Art is the cry of distress uttered by those who experience at first hand the fate of mankind. Holtzman / Schoenberg: Digital Mantras,1994
There Goes the Neighborhood, 2000.
Arcade buttons, taxidermy model, modifed computer keyboard, computer, monitor, custom built software, video and sound.
Exhibited in the show; hybrid<life>forms: Australian New Media Art, Netherlands
Media Art Institute, Amsterdam 2001.
There goes the neighborhood mixes computer games and urban spaces with a dead kangaroo. Sydney/Australia
continuously attempts to erase its past through promise of the future.
Whether its clearing land for cows or housing estates, or the demolition
of historic buildings for more and more apartment blocks, roads, uranium
etc, ecology and ancient history simply do not matter if short-term
profit or global economy are involved.
This work was specifically indudced
by the pre-Olympic warzone period in which major gentrification took
place.
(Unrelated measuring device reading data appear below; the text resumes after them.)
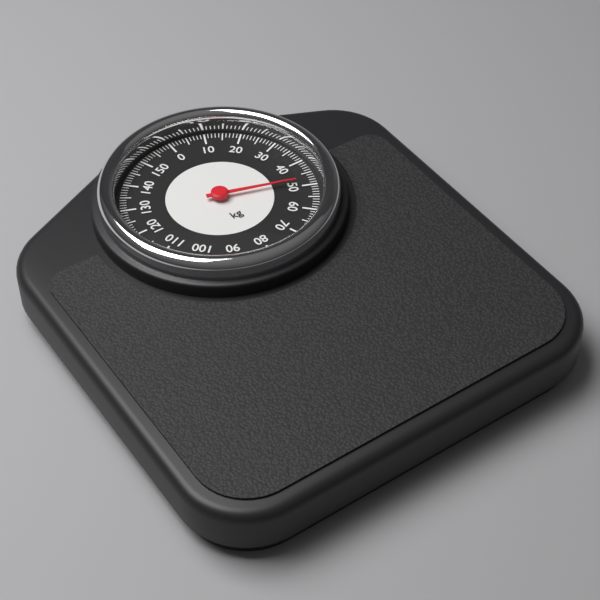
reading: 48 kg
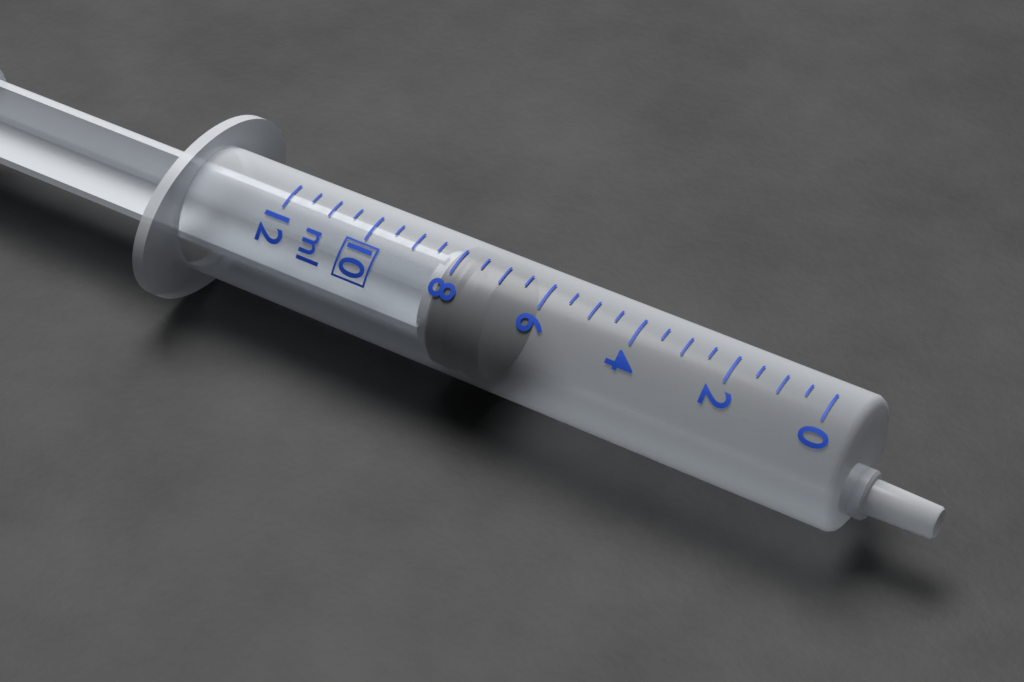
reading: 7.0 ml
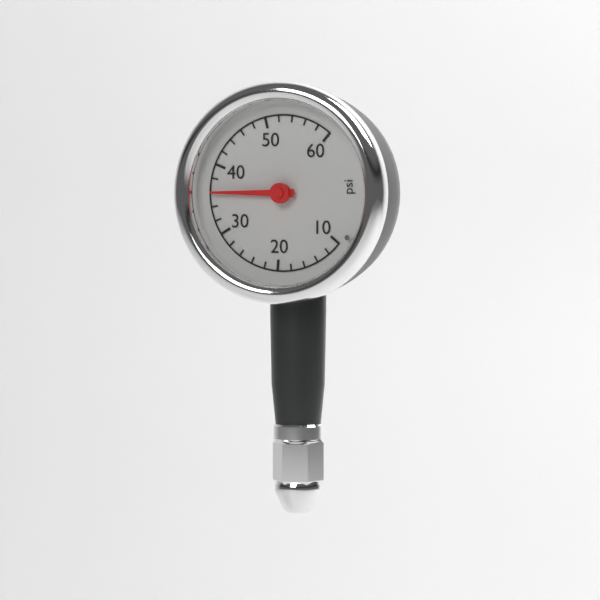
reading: 36 psi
Men and machines, odorous grit, fake fronts, faceless expressions,
the perversity of pleasure and the commodification of leisure. ‘Contemporary
culture is apocalypse culture, media bombardment (brainwashing), depletion
of natural resources, polllution, over-population etc.
The work is an
attempt to gain power over these life draining forces, a defence against
the “too-muchness” of the world, a tool in the important
undertaking of making (non) sense of the world. Its encoded messages
flicker ceaselessly along communication channels. Among monstrous machines
or designated nature zones.
Messages are scanned within built surveillance mechanisms revealing
hidden agendas, that Aussie feeling of criminality. An attempt to reclaim
public space, a sense of the carnival, a connection to the wondrous
land and its strange animals. To restore a sense of equilibrium to
a society sickened by the vertiginous whirl of TV culture.’